Originally Posted by
Three
What you aren't considering is, while T count has a very specific deck composition to use to decide the play, Gordon count has a lot of other situations, which translate to the same TC, that the correct doubles reside in. That causes the average for the TC bin that includes the very rare double situations to say not to double. But for T Count the Gordon TC bin is broken up into many different deck compositions, each of which is a separate decision bin for T Count. Only a very small percentage by frequency is it a correct double.
Originally Posted by
seriousplayer
Then the count is converted to TC a playing strategy is then reveal for the play.
Originally Posted by
Three
This step is what dilutes the bin that contains the correct doubles for the Gordon Count with lots and lots of situations that are don't double situations. The result is an average decision for the TC bin to not double.

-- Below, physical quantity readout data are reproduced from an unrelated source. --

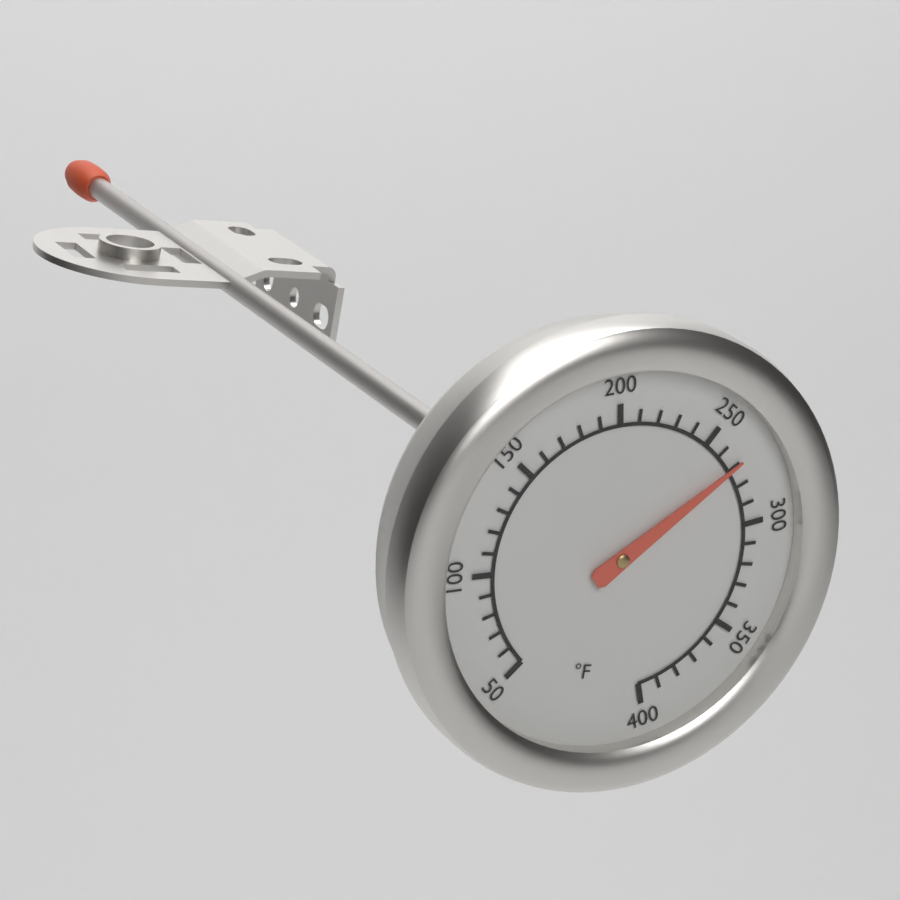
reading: 270 °F
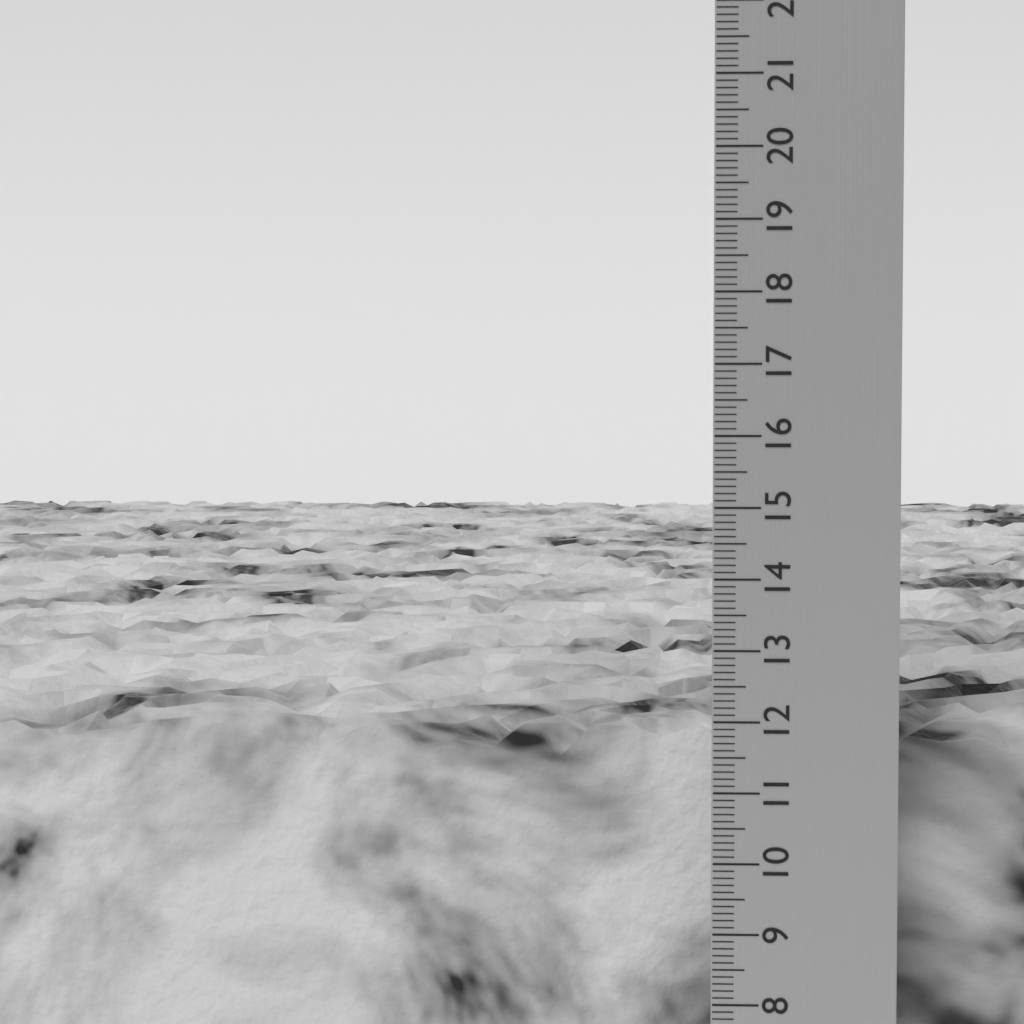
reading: 11.8 cm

I should add for those that have never tried this and since I haven't looked at the Gordon adjustments, that often you get a new index that didn't exist without the side count that gets such a high index value that the TC bins are virtually empty without the side count adjustments. Like you might have an index of +32 and side count(s) adjustments that are quite large for each surplus/deficit side counted card. The result is a play that is not diluted by all the deck compositions since none populated the bin before the side count adjustment was applied and almost entirely based on the side count(s) with the main count being inconsequential. In this case Gordon Count would be able to flag the 12v6 doubles that T Count flags. But if the index when using the side count(s) falls in a populated bin the play will be diluted by a massive amount of unrelated deck compositions that populate the bin when the side count(s) is at or near expectation. The bin will be populated by almost all don't double situations so the decision for the adjustment is to not double even though the bin contains the deck compositions that would have you double.